At high school in the early 1960s, Megan (pronounced MEG-on) Cornish started to become aware of the civil rights and antiwar movements but it was later, at Cornell University in upstate New York, that she became committed herself to activism. After graduation in 1970, she moved with a radical collective to Seattle to aid “movement organizing” on the West Coast. Upon their arrival, the collective was recruited by the staff of the GI coffeehouse in Tacoma, the Shelter Half, to take over the coffeehouse’s staffing, and Cornish was introduced to the burgeoning GI antiwar movement.
The Shelter Half was one of a number of coffeehouses near civilian bases staffed largely by civilian activists that sought to provide a space for soldiers to socialize off-base and serve as centers for antiwar activism. The project of the Shelter Half proved difficult, as Cornish remembers trying to establish ties to the rapidly rotating population of soldiers on base as well as dealing with police harassment and the coffeehouse collective’s internal politics. However, the space provided by the Shelter Half, the leafleting staff did on base, and the newspaper they helped put out (called Fed Up!) aided soldiers in building an antiwar movement that debilitated the military. Cornish remembers in particular the case of the “Fort Lewis 26,” who refused to deploy to Vietnam.
After two years at the coffeehouse, Cornish became disenchanted with the decentralized New Left politics ofthe coffeehouse collective, and moved to Seattle to join Radical Women. Click here to watch a 2005 oral history where she describes her work with Radical Women and her time working as one of the first women in the Electrical Trades Trainee Program at Seattle City Light.
Click here to go to a special section on the GI Movement and the Shelter Half coffeehouse.
Megan Cornish was interviewed in Seattle on August 7, 2008, by Jessie Kindig and Steve Beda.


▶ **ASSIGNMENT**
Could you find each line of the data below that contains the word "Pumps" and copy those lines?

▶ **MATERIAL FOR THIS TASK**
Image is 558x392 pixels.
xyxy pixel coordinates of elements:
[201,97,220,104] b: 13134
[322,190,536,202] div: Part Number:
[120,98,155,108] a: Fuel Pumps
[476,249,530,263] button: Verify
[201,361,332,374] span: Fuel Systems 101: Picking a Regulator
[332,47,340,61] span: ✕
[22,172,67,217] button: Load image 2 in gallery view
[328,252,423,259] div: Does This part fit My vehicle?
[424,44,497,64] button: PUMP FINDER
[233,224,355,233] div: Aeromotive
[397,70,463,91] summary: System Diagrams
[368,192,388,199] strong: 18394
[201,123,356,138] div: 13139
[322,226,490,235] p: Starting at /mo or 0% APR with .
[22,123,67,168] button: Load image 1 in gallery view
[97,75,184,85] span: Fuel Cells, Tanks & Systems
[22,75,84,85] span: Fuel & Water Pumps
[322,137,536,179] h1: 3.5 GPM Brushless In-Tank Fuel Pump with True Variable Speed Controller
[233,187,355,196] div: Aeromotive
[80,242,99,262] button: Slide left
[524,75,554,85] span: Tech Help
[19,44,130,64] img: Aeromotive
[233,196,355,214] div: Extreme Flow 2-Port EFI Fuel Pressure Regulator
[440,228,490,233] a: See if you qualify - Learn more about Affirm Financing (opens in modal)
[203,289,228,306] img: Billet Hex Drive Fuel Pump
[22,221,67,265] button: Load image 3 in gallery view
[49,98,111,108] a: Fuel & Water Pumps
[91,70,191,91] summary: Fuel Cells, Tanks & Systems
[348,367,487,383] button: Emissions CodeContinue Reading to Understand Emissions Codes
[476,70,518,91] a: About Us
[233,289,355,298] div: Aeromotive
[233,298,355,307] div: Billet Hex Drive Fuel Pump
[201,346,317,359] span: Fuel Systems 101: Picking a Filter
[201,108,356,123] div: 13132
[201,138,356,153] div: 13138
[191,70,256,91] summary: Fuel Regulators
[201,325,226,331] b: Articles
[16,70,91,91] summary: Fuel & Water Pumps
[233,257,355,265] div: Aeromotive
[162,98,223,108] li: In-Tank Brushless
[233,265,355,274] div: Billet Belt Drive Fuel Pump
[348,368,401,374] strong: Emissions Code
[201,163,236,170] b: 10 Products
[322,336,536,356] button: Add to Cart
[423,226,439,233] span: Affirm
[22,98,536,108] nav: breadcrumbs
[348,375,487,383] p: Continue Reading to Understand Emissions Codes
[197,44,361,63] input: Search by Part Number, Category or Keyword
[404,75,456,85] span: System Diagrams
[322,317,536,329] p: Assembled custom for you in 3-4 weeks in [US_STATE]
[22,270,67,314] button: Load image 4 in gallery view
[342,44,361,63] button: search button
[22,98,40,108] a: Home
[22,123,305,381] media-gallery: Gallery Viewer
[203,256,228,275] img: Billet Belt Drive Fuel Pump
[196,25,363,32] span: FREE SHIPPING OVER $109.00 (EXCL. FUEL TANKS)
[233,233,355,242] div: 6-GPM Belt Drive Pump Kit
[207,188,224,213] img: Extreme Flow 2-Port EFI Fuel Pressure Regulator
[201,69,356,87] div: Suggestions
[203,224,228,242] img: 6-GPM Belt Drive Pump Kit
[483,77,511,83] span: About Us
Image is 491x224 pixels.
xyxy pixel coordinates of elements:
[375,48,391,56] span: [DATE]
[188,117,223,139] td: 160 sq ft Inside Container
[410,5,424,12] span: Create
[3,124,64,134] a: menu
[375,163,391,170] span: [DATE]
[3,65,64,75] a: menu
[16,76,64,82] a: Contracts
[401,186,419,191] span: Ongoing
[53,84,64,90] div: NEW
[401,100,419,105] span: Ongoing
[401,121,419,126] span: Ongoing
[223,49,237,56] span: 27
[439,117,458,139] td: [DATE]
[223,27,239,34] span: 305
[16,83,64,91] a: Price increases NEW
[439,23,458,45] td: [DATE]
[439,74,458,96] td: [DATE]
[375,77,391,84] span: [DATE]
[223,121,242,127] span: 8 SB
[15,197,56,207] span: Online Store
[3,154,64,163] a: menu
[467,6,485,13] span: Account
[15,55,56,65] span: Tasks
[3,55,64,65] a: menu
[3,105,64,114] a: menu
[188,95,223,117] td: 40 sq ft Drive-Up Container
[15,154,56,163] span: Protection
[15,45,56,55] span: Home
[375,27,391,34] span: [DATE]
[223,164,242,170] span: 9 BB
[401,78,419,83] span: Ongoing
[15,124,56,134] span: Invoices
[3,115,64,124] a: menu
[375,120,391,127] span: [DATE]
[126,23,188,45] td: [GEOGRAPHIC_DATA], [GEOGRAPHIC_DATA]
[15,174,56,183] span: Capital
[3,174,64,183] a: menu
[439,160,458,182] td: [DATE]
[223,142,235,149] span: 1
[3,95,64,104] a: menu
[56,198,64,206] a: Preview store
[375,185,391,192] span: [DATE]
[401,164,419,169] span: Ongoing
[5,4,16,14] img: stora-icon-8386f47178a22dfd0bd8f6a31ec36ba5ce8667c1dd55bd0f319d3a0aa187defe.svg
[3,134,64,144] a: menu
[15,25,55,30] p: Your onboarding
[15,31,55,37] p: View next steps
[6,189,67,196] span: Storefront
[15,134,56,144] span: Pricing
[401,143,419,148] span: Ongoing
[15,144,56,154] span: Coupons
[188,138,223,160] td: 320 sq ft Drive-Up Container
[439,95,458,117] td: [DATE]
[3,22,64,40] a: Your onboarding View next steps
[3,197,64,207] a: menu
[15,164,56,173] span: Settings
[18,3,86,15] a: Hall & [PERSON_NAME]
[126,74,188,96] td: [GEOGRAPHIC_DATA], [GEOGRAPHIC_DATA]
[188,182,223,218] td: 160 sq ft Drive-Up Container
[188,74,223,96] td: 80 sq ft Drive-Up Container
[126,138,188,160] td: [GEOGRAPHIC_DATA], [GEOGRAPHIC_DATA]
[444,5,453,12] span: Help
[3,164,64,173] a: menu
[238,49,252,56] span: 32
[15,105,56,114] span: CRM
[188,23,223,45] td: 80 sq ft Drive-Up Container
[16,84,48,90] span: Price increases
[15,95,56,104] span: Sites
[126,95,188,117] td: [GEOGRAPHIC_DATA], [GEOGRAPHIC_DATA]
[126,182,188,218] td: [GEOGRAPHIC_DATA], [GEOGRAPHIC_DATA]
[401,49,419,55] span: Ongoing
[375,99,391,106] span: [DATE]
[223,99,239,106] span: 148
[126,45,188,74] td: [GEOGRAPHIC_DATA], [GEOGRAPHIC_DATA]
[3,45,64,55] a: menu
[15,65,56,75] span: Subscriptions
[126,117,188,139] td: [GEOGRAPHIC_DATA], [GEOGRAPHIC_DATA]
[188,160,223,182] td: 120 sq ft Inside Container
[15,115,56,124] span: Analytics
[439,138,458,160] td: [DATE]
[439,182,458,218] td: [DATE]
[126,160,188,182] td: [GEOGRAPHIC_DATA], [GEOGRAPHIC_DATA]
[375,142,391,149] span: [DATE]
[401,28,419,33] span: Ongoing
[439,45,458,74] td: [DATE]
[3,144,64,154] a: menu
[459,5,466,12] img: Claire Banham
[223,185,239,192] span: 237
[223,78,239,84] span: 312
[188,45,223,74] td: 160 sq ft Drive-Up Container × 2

==

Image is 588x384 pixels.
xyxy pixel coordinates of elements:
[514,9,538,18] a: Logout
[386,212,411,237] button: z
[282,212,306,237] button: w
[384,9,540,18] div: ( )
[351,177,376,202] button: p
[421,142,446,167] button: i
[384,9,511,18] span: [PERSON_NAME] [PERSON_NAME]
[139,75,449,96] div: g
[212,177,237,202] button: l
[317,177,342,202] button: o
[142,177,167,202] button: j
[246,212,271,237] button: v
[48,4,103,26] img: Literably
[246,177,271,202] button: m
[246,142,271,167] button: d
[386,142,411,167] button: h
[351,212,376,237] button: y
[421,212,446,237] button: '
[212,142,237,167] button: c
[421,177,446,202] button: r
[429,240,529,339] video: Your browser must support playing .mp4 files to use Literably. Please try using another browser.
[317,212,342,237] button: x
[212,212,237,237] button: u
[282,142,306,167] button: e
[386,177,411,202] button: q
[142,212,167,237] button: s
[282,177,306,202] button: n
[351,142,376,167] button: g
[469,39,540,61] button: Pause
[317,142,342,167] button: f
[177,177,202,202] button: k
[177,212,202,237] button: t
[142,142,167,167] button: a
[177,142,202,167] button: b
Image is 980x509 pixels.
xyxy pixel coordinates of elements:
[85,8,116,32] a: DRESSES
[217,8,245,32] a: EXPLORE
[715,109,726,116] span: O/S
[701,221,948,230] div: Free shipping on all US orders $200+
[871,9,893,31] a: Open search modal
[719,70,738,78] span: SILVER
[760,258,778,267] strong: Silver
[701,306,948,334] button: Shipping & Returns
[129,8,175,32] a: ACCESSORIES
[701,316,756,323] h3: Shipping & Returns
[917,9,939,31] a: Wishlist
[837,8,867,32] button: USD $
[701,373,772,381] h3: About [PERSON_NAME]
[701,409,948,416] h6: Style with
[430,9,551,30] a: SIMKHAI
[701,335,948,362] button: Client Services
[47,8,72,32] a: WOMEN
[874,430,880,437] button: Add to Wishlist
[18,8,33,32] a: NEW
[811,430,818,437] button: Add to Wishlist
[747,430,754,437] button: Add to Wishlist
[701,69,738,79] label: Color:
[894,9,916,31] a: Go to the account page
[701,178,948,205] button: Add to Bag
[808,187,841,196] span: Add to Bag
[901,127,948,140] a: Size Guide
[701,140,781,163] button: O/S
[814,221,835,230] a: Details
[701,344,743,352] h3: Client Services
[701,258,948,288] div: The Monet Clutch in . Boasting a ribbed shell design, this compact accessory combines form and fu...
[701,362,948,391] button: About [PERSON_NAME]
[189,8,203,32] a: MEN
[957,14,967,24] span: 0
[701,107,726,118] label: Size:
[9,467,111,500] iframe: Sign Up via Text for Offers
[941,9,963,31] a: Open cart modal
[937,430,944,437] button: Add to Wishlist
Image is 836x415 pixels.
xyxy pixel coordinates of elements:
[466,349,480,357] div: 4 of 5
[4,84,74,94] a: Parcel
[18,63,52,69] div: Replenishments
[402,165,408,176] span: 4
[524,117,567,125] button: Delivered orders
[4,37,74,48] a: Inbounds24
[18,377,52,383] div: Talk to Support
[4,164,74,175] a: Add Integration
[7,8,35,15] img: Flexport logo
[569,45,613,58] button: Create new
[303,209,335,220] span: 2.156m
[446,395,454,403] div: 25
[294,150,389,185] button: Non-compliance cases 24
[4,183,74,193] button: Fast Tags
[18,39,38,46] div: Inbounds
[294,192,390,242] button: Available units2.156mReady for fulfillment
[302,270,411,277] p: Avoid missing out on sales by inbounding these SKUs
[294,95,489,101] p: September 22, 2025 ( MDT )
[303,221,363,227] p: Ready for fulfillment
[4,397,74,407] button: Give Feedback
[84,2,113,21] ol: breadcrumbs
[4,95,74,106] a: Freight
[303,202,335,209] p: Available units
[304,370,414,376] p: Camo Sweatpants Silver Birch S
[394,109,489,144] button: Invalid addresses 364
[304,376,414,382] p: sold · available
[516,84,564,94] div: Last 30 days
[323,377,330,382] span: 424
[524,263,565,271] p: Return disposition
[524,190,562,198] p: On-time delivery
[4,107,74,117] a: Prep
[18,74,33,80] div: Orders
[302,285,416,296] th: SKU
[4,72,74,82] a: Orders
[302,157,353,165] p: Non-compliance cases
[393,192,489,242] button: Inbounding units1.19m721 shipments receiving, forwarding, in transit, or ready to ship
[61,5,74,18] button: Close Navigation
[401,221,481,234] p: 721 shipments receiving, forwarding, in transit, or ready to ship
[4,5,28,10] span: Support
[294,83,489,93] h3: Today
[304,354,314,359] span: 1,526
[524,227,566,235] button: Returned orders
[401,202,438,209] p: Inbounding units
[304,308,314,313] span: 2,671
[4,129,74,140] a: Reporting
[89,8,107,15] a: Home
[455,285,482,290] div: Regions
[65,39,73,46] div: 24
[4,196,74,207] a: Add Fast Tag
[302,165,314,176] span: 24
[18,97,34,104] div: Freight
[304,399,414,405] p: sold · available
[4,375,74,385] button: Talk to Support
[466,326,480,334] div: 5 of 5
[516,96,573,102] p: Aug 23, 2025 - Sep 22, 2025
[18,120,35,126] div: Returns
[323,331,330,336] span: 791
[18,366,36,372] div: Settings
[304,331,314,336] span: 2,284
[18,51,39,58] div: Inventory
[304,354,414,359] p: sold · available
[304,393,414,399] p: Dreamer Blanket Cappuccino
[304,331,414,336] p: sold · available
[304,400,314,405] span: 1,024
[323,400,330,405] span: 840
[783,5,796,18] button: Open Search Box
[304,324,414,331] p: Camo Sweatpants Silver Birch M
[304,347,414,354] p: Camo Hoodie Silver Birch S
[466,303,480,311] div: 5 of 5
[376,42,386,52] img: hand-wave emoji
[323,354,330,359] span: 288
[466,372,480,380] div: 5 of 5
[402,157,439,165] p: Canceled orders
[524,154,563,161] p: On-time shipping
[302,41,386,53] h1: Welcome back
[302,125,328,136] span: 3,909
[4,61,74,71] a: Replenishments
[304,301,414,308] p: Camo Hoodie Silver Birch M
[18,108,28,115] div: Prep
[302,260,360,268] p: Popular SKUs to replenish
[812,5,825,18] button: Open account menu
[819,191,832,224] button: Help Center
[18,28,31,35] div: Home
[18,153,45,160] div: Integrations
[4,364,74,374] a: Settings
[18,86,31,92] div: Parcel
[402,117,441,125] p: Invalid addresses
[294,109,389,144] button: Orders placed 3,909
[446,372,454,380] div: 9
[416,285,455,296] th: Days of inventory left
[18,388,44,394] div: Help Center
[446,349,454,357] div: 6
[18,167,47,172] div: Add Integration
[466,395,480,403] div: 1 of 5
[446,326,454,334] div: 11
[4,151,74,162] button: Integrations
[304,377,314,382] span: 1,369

▶ **RESULT OF THIS EXERCISE**
[120,98,155,108] a: Fuel Pumps
[22,75,84,85] span: Fuel & Water Pumps
[49,98,111,108] a: Fuel & Water Pumps
[16,70,91,91] summary: Fuel & Water Pumps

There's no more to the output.